While America proceeds with sweeping revisions to its vaccination recommendations, an unexpected name has emerged in a surprising turn: Dr. Tracy Beth Høeg, a US-based sports medicine doctor and public health researcher who first made her name by expressing skepticism about coronavirus shots in the global health crisis and has zeroed in on possible fatalities following COVID-19 vaccination in her brief position at the FDA.
Health officials planned to reveal sweeping revisions to the childhood vaccination calendar recently, aligning the US with the Danish immunization schedule, sources say – a major change that would put the US at odds with a large portion of the international standard with no evidence for public health gain. The announcement has been postponed until the next year.
Rather than the director of the vaccine center, Høeg is scheduled to present at the event. She was recently named interim head of the FDA’s Center for Drug Evaluation and Research (CDER), the fifth individual to head the center this year.
The acting appointment might represent a closer partnership between the drug and vaccine divisions as Høeg and Dr. Prasad strengthen their influence at the regulatory agency – and it suggests a increased emphasis upon reevaluating previously authorized immunizations at the FDA.
Høeg has repeatedly called for discontinuing specific pediatric shot schedules in the US so as to align more similar to the Danish model, a nation with universal health coverage and a citizenry roughly the population of the state of Wisconsin.
To date comments, she has continued to focus on vaccination policy – traditionally the responsibility of Prasad, head of the FDA’s vaccine center – as opposed to drug regulation.
Dr. Høeg has little discernible track record in drug development, regulation or leadership, which has been customary for previous heads of the CBER. She has worked at the FDA as a key advisor to the FDA chief and the vaccine center since March.
“She appears not to have the requisite experience” for running the CDER, remarked Dr. Jonathan Howard. “She has not conducted a scientific study. She has no expertise in running a major agency. She lacks background in pharmaceutical oversight.”
Former directors of CBER would “understand laws and regulations and the research of drug development”, commented a former acting FDA commissioner. “Clearly, she has not acquired the kind of background that former directors who headed the center have had.”
The drug center has an immense portfolio at the agency, Woodcock emphasized.
“The public just zeroes in on the innovative therapies, but the generic program authorizes a multitude of generic medications. There is also a biosimilars program, non-prescription drug unit and so forth, and each of these have to be looked after,” she said. “The thing you don’t keep your eye on, that is the part that I always told people is going to bite you.”
There is also, a significant leadership component to the job, which manages more than 5,000 staff members. “It’s a huge administrative position, if you do it right,” Woodcock added.
Regarding inquiries about Høeg’s fitness for the role and whether this assignment signifies increased cooperation among FDA leaders on vaccines, a spokesperson said that the “inquiries rely on inaccurate assumptions”.
“This background is consistent with the duties of her position,” the official explained, pointing to the period Høeg spent advising the FDA commissioner on “pharmaceutical safety and oversight research, including computational safety modeling and vaccine surveillance”.
As acting director, Dr. Høeg inherits the commissioner’s new priority voucher program, a disputed rapid medication authorization process that apparently worried her predecessors. “How are these medications being chosen for this fast-track system? Who makes the calls?” Dr. Howard asked. “There is a lot of confidentiality going on at the FDA right now.”
In general, he said, “the agency looks to be trending towards laxer regulations of all drugs, with the exception of vaccines.”
With vaccines, Høeg has a more established, if troubling, past, some experts have noted. She released a study using non-validated public submissions to assess the rate of heart inflammation following Covid vaccination. She consulted for the Florida top health official Joseph Ladapo, who allegedly have altered data to suggest Covid vaccinations are pose a greater threat than they are.
Among her “wish list” for the new government encompassed revising guidelines for new vaccines and ending “optional” vaccines, she stated following the vote on a online show. At the agency, Dr. Høeg has according to sources suggested excluding adolescent males from getting COVID-19 vaccinations.
“She’s an complete ideologue who begins with her preconceived notions and tailors the evidence to accommodate the data in a extremely deceptive, untruthful manner,” Dr. Howard argued.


**Problem requirements:** In the data below, give the number of lines that contain the word "four". Nothing else is needed.

(Records from a data source)
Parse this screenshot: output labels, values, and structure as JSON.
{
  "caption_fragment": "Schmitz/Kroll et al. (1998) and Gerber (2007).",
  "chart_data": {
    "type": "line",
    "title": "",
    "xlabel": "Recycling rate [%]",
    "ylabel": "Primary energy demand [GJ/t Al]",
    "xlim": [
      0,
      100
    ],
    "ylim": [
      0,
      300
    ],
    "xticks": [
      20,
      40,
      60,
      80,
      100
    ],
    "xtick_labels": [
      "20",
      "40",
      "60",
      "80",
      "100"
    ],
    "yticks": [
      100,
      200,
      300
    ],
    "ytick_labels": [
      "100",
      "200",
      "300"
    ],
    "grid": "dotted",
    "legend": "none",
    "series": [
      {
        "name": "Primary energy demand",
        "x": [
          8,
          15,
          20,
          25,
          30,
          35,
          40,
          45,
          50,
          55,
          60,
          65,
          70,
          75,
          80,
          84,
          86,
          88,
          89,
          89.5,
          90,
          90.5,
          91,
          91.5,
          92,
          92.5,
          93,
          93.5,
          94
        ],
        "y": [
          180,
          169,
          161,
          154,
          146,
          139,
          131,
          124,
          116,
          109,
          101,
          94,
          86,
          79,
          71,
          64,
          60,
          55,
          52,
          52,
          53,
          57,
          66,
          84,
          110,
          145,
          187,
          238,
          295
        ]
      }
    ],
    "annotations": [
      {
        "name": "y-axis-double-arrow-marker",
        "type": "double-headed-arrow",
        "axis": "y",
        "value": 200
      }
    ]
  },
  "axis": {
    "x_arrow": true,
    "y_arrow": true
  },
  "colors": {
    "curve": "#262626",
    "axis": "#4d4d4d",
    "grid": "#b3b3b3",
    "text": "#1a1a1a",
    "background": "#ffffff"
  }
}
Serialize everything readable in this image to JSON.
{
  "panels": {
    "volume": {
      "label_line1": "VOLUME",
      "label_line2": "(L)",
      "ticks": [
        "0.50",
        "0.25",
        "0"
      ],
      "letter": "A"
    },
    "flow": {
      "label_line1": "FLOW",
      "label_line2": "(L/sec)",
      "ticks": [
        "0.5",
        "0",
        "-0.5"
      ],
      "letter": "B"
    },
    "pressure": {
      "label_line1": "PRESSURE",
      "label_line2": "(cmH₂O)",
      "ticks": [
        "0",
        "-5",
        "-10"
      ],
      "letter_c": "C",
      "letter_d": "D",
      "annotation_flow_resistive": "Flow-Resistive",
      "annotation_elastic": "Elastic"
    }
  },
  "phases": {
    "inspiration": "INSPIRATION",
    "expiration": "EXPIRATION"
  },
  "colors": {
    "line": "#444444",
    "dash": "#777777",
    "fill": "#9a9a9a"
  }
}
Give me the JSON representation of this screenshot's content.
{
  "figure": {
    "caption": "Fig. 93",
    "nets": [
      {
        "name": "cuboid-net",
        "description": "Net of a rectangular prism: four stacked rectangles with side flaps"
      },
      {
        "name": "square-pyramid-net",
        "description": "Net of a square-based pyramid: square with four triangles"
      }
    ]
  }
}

==

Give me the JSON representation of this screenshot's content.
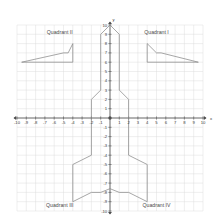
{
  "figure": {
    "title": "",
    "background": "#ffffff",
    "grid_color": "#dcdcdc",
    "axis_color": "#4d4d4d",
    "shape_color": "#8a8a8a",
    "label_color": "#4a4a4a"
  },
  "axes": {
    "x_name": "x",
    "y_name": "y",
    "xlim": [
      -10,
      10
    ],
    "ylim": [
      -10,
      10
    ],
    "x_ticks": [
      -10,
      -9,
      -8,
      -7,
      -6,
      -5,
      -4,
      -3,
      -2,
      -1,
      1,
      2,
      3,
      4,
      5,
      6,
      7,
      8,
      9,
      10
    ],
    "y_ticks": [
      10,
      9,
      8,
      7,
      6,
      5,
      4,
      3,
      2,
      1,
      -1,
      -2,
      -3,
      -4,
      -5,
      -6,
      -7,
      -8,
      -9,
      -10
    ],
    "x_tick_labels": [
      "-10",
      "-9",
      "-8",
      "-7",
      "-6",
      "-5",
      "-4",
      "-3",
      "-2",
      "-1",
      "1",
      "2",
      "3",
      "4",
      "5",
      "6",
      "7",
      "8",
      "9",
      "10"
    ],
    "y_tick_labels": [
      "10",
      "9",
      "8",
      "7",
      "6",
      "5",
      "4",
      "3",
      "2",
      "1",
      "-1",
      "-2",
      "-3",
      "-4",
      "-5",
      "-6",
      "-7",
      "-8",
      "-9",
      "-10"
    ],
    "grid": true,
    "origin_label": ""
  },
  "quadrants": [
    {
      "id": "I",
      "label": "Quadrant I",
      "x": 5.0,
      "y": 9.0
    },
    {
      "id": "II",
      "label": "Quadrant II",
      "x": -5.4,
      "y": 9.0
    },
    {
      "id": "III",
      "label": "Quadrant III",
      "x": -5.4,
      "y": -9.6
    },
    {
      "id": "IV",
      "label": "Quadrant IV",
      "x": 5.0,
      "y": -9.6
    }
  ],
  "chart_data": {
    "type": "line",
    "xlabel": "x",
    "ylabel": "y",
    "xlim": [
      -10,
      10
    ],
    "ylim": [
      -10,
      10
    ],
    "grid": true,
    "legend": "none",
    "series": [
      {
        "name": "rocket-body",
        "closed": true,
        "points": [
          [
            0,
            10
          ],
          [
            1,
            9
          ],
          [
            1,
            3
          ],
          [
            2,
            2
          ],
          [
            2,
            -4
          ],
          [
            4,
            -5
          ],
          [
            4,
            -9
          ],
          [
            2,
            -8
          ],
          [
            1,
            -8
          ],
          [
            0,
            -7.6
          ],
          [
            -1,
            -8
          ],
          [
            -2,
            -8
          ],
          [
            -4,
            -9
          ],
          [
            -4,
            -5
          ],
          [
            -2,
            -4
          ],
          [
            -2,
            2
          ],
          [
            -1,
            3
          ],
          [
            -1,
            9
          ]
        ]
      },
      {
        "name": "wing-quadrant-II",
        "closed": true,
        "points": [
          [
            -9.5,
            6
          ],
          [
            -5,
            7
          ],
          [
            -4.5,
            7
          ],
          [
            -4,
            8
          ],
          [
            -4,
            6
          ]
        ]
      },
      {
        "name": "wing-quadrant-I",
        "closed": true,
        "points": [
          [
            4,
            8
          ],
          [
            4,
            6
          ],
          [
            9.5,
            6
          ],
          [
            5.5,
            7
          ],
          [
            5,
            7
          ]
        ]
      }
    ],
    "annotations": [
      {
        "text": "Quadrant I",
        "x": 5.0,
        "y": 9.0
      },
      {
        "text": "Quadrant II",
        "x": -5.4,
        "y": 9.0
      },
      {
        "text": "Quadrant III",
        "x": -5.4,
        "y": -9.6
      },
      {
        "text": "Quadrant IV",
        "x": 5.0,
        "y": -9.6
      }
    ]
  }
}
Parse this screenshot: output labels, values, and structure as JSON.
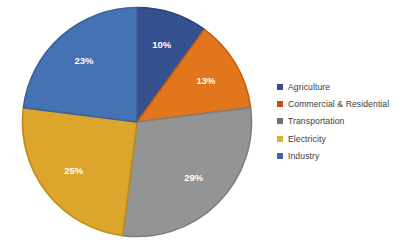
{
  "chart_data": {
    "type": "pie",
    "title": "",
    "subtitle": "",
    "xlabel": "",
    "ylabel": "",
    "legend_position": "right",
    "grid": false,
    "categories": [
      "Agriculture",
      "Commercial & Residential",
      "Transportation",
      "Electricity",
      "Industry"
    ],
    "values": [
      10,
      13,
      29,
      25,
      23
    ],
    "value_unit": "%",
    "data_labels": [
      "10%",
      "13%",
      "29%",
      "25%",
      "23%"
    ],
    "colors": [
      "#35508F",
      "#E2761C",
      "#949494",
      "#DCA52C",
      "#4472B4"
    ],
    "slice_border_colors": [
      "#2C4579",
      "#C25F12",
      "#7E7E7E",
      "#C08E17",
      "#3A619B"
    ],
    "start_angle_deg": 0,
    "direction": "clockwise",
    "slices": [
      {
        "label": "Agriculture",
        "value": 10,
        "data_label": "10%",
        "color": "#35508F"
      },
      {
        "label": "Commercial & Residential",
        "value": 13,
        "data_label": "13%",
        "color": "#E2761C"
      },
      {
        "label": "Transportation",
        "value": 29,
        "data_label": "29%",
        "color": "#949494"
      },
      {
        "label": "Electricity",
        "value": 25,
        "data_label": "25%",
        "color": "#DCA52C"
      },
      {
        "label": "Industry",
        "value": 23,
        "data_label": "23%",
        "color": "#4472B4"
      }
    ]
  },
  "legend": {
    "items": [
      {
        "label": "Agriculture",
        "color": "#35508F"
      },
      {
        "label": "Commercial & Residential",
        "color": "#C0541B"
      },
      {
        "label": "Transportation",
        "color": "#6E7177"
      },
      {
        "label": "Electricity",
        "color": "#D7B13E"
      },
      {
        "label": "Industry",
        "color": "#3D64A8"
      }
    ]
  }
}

**Solution:** 2